Thursday, October 23, 2014

NYT:
Our story of last week by Jeff Cohen, “The assault by the Washington Post, New York Times and Los Angeles Times drove Gary Webb out of the newspaper business, and ultimately to his death” now has a response from the NYT.

UPDATE: The NYT finally reviewed “Kill the Messenger” and it's another hatchet job too. The NYT is still saying that Webb's reporting was "deeply flawed," and that rival newspapers easily "blew holes in his story." Our newspaper of record offers no examples of Webb's flawed reporting, but then again nothing substantial was offered the first time The NYT savaged his journalistic credibility. 

Most of the movie review is another thinly veiled attack on Webb's series, calling it a "lurid presentation" and criticizing "his willingness to draw causality based on very thin sourcing and evidence." Referring to its own supposed august position in the US media, The NYT concludes with the observation that "Sometimes, when David takes on Goliath, David is the one who ends up getting defeated."

Just in case anyone could miss how bad Gary Webb really was, he is described in the movie review as: "lurid," "overheated," "oversold," and "wrong." And that's before Tim Golden, a NYT reporter who had attacked him 18 years ago, is brought in to say, "the hand that struck Mr. Webb was mostly his own. Webb made some big allegations that he didn't back up..." 

And Tim Golden's qualifications? "Extensive background covering the CIA and Central America," according to The NYT. Of course, The NYT has learned nothing from Gary Webb's professional assassination, except that it is safer and more profitable being a whore to the CIA than to do honest reporting.

———

Guardian UK:
“The UK authorities are operating a surveillance system where “anything goes” and their interceptions are more intrusive to people’s privacy than has been seen in the US, Edward Snowden said.

Speaking via Skype at the Observer Ideas festival, held in central London, the whistleblower and former National Security Agency specialist, said there were “really no limits” to the GCHQ’s surveillance capabilities.

He said: ‘In the UK … is the system of regulation where anything goes. They collect everything that might be interesting. It’s up to the government to justify why it needs this. It’s not up to you to justify why it doesn’t … This is where the danger is, when we think about … evidence being gathered against us but we don’t have the opportunity to challenge that in courts. It undermines the entire system of justice.’ “ 

—>The NYT didn’t print this story. Very much like the original revelations of massive data collection by its own reporter, James Risen, our newspaper of record only defies the surveillance state when it is forced to do so. Risen had to publish a book to get the NYT to print his first story of massive US spying on its own citizens.

------

Fair:
"NPR's Morning Edition (10/8/14) decided to examine the terminology used to describe Israel's illegal building projects in the West Bank, which could have been a useful exercise. Unfortunately, its sole source for the discussion was an Israeli newspaper columnist who essentially endorsed the Israeli government's misleading rhetoric.

NPR aired excerpts from a recent interview with Israeli Prime Minister Benjamin Netanyahu (Morning Edition, 10/2/14), in which he said of a planned expansion: ’These are not settlements. These are neighborhoods in Jerusalem.’

As host Steve Inskeep explained: ‘It matters a lot to Israelis and Palestinians alike just what things are called. The differences in language suggest differences in ways of seeing the issue on the ground.’

This is certainly true. But what to call something depends on what that thing ‘on the ground’ really is. Under international law, it's illegal to colonize territories captured in war, which is what Israel is doing by constructing housing for Israelis in the Occupied Territories of the West Bank. This is true whether or not Israel claims sovereignty over the land, as it does in the part of the West Bank known as East Jerusalem, as it's also illegal to annex territory captured in war. But that was not the kind of perspective NPR was looking to share with listeners. Instead, Morning Edition turned to historian Ari Shavit, a columnist for the Israeli newspaper Ha'aretz.“


—>NPR helps its listeners make the transition from “colonies” to “settlements” and now to “neighborhoods.” Anything to make apartheid Israel look good.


§ **What this task involves**
For each line below that holds "complained", return the line as it stands.

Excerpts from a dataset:
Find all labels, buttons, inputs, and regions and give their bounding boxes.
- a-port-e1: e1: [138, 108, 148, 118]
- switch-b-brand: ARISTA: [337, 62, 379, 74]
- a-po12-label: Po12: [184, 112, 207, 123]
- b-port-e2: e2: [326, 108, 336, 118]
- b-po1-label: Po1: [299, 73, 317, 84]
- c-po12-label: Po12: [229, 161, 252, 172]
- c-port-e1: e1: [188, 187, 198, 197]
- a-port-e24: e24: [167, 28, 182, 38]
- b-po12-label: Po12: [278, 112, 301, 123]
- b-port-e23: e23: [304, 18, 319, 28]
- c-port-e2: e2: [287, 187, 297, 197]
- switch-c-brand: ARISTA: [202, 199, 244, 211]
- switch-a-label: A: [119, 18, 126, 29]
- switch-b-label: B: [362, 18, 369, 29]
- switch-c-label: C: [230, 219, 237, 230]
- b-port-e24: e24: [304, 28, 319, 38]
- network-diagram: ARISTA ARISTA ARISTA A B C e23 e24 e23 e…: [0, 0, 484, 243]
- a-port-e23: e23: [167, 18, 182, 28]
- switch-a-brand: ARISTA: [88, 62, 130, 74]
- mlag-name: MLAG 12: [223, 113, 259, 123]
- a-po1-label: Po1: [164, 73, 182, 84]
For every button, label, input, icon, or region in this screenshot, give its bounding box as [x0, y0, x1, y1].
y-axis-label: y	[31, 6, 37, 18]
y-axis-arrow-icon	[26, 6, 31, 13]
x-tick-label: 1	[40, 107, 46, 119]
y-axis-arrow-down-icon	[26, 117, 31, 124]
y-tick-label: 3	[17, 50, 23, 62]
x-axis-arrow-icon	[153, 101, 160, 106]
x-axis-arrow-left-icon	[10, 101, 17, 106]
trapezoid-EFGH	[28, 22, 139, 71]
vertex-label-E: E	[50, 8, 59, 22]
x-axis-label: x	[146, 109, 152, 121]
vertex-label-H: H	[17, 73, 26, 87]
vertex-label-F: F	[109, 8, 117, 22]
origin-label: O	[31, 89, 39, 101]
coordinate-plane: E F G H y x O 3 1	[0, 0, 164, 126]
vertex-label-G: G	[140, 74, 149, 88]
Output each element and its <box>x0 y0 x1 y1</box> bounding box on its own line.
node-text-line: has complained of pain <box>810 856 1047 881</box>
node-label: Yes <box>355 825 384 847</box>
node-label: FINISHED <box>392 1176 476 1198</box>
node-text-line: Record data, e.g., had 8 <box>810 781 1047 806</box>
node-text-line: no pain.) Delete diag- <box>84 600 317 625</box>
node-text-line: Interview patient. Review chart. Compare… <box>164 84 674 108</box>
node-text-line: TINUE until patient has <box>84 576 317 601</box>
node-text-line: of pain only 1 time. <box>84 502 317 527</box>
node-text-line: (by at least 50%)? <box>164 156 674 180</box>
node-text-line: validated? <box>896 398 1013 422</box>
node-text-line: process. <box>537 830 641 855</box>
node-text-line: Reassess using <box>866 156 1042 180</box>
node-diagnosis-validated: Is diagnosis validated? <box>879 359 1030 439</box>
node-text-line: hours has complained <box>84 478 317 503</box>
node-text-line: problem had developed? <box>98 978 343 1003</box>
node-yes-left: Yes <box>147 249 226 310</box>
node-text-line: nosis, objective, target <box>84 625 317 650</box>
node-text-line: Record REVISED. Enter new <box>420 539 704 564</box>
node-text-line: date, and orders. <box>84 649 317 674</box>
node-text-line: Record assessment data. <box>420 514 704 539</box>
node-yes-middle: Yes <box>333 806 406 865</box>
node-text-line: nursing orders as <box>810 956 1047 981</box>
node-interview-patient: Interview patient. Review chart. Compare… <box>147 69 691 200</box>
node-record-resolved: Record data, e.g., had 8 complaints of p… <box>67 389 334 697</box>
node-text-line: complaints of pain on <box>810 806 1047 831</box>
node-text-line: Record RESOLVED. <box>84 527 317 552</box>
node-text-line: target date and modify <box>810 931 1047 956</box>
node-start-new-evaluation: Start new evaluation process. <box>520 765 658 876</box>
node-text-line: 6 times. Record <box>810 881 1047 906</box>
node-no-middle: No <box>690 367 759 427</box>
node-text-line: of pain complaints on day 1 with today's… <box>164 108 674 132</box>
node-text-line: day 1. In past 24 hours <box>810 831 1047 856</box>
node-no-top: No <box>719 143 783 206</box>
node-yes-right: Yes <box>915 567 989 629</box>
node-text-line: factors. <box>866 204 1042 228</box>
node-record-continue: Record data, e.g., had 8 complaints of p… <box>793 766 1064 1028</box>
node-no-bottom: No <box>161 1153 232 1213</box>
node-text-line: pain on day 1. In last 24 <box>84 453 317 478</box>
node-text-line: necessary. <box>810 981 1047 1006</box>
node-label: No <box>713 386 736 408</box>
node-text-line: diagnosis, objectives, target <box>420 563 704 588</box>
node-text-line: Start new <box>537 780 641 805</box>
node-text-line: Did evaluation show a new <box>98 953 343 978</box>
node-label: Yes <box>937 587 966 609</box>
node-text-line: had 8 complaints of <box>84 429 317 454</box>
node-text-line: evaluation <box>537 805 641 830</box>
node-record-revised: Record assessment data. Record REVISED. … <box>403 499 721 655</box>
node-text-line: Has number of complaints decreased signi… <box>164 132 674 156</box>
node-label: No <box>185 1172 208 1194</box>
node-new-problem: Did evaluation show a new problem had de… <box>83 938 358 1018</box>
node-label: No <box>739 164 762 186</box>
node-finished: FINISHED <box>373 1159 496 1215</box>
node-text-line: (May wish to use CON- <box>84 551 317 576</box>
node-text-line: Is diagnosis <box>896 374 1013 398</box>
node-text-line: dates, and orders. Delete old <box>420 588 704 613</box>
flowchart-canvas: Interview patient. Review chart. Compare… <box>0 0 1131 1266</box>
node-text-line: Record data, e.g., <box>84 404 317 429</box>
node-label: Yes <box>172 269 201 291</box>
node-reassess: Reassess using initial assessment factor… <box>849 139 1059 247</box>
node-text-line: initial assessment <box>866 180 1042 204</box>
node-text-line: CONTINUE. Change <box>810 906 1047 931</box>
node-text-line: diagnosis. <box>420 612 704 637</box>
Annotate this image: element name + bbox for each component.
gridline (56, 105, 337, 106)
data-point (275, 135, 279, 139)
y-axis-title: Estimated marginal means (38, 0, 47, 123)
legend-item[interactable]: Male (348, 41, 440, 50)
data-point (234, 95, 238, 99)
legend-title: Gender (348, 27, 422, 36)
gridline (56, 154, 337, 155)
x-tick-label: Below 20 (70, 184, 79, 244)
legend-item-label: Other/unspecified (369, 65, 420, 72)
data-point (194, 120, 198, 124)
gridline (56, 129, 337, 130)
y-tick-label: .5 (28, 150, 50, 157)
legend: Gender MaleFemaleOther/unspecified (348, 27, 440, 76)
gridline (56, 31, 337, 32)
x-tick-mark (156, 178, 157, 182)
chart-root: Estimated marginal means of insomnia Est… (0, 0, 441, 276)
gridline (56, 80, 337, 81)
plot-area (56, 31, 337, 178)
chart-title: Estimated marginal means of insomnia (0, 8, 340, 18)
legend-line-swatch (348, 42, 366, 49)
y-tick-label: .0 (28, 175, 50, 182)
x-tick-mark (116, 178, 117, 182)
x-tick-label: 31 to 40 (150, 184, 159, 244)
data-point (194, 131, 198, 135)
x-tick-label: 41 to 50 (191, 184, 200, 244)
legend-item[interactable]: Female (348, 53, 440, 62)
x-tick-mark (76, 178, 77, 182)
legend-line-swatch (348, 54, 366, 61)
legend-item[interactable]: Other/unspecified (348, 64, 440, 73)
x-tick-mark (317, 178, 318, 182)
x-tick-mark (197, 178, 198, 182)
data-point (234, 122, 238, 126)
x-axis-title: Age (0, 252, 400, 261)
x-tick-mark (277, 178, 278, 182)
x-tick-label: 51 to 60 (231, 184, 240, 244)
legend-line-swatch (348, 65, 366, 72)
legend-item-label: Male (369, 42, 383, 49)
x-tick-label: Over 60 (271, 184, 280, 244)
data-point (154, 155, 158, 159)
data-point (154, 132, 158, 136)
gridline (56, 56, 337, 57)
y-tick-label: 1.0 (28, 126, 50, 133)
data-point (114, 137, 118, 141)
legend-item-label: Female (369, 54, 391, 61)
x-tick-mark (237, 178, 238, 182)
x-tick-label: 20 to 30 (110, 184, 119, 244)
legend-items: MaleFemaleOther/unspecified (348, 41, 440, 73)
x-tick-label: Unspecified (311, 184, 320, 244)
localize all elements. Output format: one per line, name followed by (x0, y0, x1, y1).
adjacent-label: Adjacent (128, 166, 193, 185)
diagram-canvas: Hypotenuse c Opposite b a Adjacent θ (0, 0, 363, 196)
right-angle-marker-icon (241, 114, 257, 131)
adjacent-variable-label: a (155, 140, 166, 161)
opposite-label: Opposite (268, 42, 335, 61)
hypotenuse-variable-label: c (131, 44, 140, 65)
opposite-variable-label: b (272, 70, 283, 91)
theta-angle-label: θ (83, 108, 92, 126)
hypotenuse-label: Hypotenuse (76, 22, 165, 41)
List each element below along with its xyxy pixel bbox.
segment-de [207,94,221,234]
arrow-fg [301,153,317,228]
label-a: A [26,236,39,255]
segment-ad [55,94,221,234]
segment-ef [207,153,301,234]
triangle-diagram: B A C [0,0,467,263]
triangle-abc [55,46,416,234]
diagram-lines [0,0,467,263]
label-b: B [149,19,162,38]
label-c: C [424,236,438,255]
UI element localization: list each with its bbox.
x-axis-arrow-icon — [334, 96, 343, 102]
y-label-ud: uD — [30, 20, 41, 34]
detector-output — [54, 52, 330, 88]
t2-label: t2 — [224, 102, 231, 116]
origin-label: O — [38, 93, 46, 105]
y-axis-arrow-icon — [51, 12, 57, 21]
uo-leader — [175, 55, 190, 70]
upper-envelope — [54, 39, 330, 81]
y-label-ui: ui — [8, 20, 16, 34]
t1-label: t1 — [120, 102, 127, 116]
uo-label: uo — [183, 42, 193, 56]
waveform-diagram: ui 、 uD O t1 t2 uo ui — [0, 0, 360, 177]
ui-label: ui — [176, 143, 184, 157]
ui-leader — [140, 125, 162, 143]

§ **Solution to the exercise**
node-text-line: has complained of pain <box>810 856 1047 881</box>
node-text-line: hours has complained <box>84 478 317 503</box>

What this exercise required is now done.